Here’s the thing: we’ve seen this movie before. The Algorithm Accountability Act follows the same playbook as the stalled Kids Online Safety Act (KOSA) – both use that “duty of care” framework that sounds reasonable until you think about how platforms would actually implement it. And let’s be real: when the legal exposure gets serious enough, platforms don’t carefully calibrate their responses – they overcorrect and remove anything that might even remotely risk a lawsuit.

But the political momentum here is fascinating. Curtis, a Republican, is teaming up with Kelly, whose wife Gabby Giffords survived an assassination attempt. They’re framing this as a bipartisan effort to “temper political tensions” – a message they previewed at a CNN town hall at the university where Kirk was killed. It’s emotional legislation responding to real tragedy, which always makes for complicated policy.

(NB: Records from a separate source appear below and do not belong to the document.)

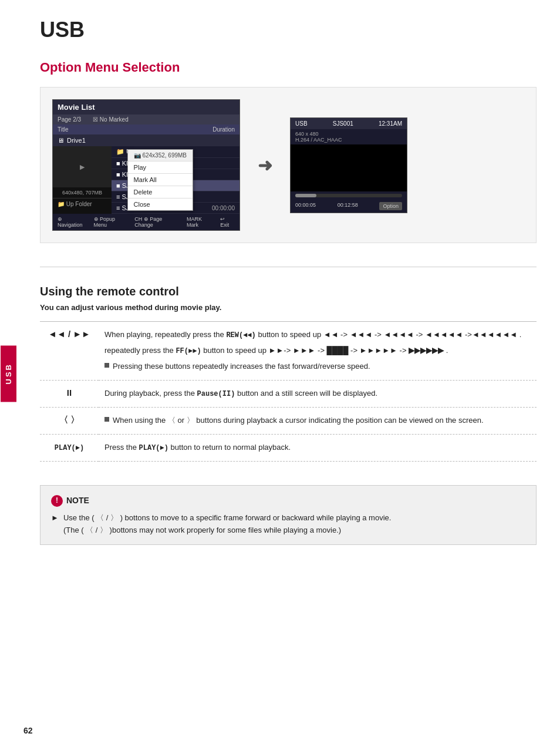  What do you see at coordinates (349, 196) in the screenshot?
I see `pb-progressbar` at bounding box center [349, 196]. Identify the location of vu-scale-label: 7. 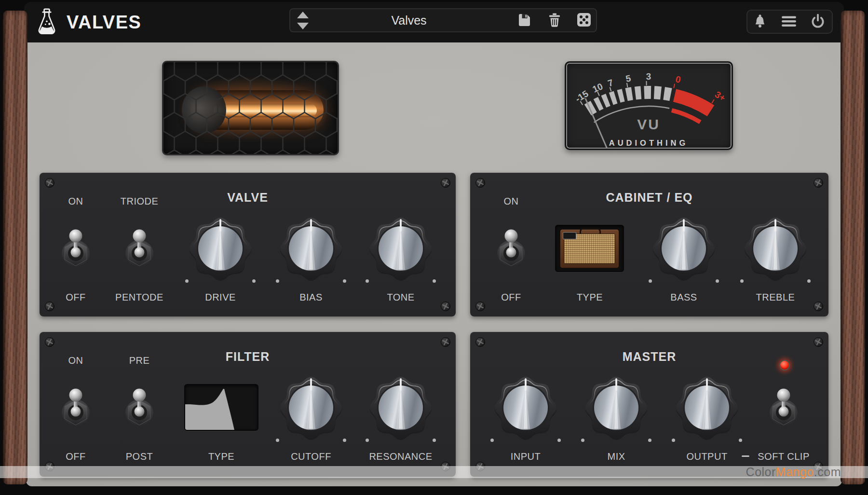
(610, 83).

Basically, if this passes, it would flip the entire legal landscape for social media companies upside down. Remember that lawsuit earlier this year where a gun safety group tried to hold YouTube and Meta responsible for radicalizing a mass shooter? The court threw it out citing Section 230. Under this new law, that case might actually have legs.

And that’s what worries free speech advocates. Even when content is legally protected speech – like hate speech, which enjoys First Amendment protection – platforms could still face lawsuits over how their algorithms surface it. The bill’s sponsors say it wouldn’t be enforced based on viewpoints, but come on – does anyone really believe platforms won’t play it safe and just suppress controversial content altogether?

The overcorrection risk is real

Look, the Electronic Frontier Foundation isn’t exactly known for being pro-big-tech, and they’ve been sounding the alarm about this approach. Their concern – and it’s a valid one – is that platforms will simply remove or suppress information that might be construed as violating this duty of care. That could even include resources meant to prevent the very harms lawmakers want to address.

Think about it: if you’re running a platform’s legal team, are you going to risk a wrongful death lawsuit over some borderline content? Or are you just going to tell the algorithms to avoid anything remotely controversial? I think we all know the answer. The stated goal is to lower political temperatures, but the unintended consequence might be sanitized platforms where important but difficult conversations get suppressed.

What happens now?

So where does this go from here? The bill joins a crowded field of Section 230 reform attempts, and it’s facing the same powerful tech lobbying that’s stalled previous efforts. But the bipartisan nature and emotional backing give it more momentum than most.

The real question is whether Congress can thread this needle – holding platforms accountable for genuinely dangerous algorithmic amplification without creating a censorship regime that stifles legitimate speech. Based on their track record with similar legislation? I’m not holding my breath. But as Curtis made clear in his Wall Street Journal op-ed, he believes the current system is broken and algorithms are driving real-world harm. That’s a powerful argument, even if the solution creates its own set of problems.